Arguably,”Bamboozled” is Spike Lee’s most underrated film. It didn’t get a lot of critical respect back in 2001, but this is a film that seriously needs another look.
“Bamboozled”‘s lead character is an African-American executive for a television network (played by Damon Wayans) who wants to get out of his contract, but can’t unless he’s fired. To get fired, he decides to come up with the most racist show he can imagine, a new-Millenial minstrel show, with black actors in black face, tap dancing, etc. Unfortunately for Wayans’ character, the network not only loves it, but the public does too. His show becomes the most popular show in the nation and Wayans ignores his ideals, embraces his new fame, and loses his soul.

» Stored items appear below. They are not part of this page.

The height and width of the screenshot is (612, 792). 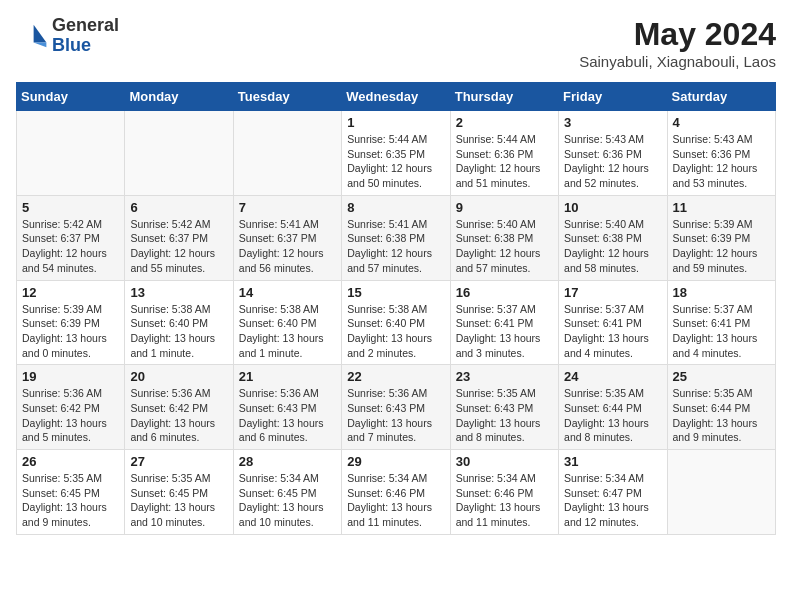 I want to click on day-number: 26, so click(x=70, y=462).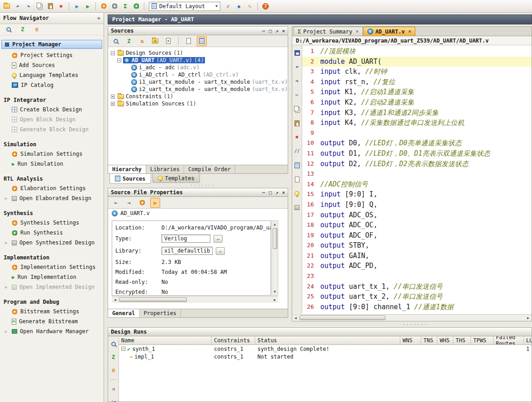 This screenshot has width=532, height=402. What do you see at coordinates (357, 32) in the screenshot?
I see `close-tab-icon: ×` at bounding box center [357, 32].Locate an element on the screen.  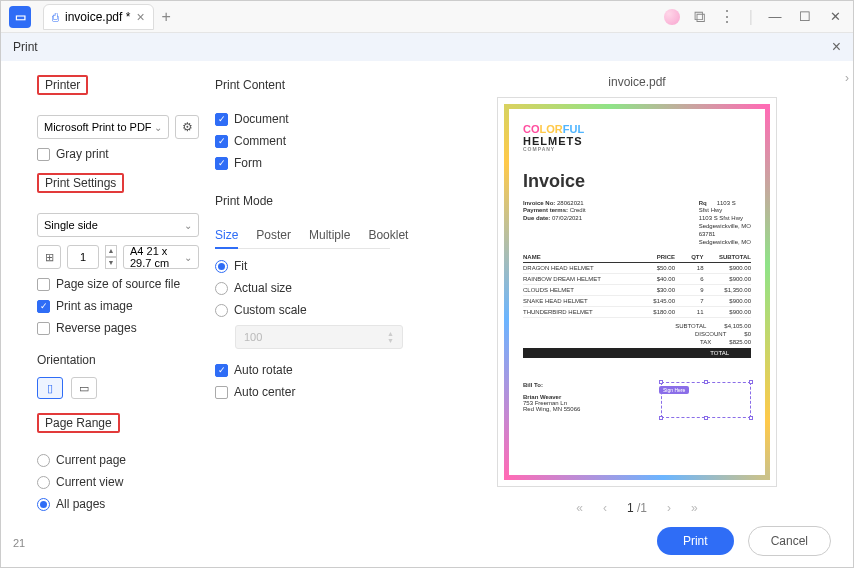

Lee patterned “Bamboozled” on two stellar and abrasive media satires, Elia Kazan/Budd Schulberg’s 1956 film “A Face in the Crowd” and Sidney Lumet/Paddy Chayefsky’s 1976 film “Network.” While you can definitely see the influence of both films on “Bamboozled,” “Bamboozled” throws race into the mix. The result is a very uncomfortable and disturbing look at what we, as Americans, have called “entertainment” for over a century … an entertainment that is based on the debasement of a race of people. “Bamboozled” isn’t perfect and it could have been shorter by about 20 minutes or so, but what’s there is still devastating, especially the montage at the end which is a compilation of some of the most horrific examples of racism in film history.

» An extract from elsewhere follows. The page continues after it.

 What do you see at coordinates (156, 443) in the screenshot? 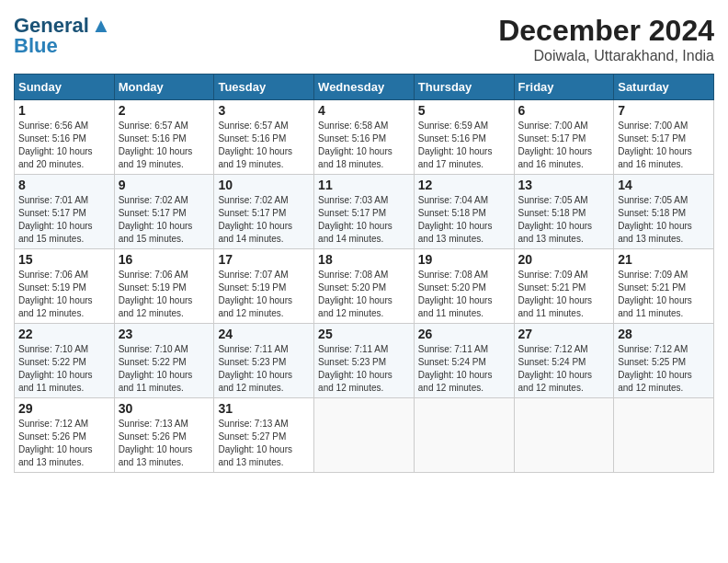
I see `day-info: Sunrise: 7:13 AMSunset: 5:26 PMDaylight:…` at bounding box center [156, 443].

“Bamboozled” in many ways prefigured the Dave Chappelle controversy of 2005, when Chappelle left a $50 million contract with Viacom because he no longer felt comfortable with the material that he was doing on his very popular cable show for Comedy Central.
What’s also intriguing about “Bamboozled” is that it’s one of the few films that seriously analyzes the art of comedy. Being a comedy junkie, I relish any pop culture artifact that takes comedy seriously and examines, sometimes uncomfortably, what makes people laugh and why.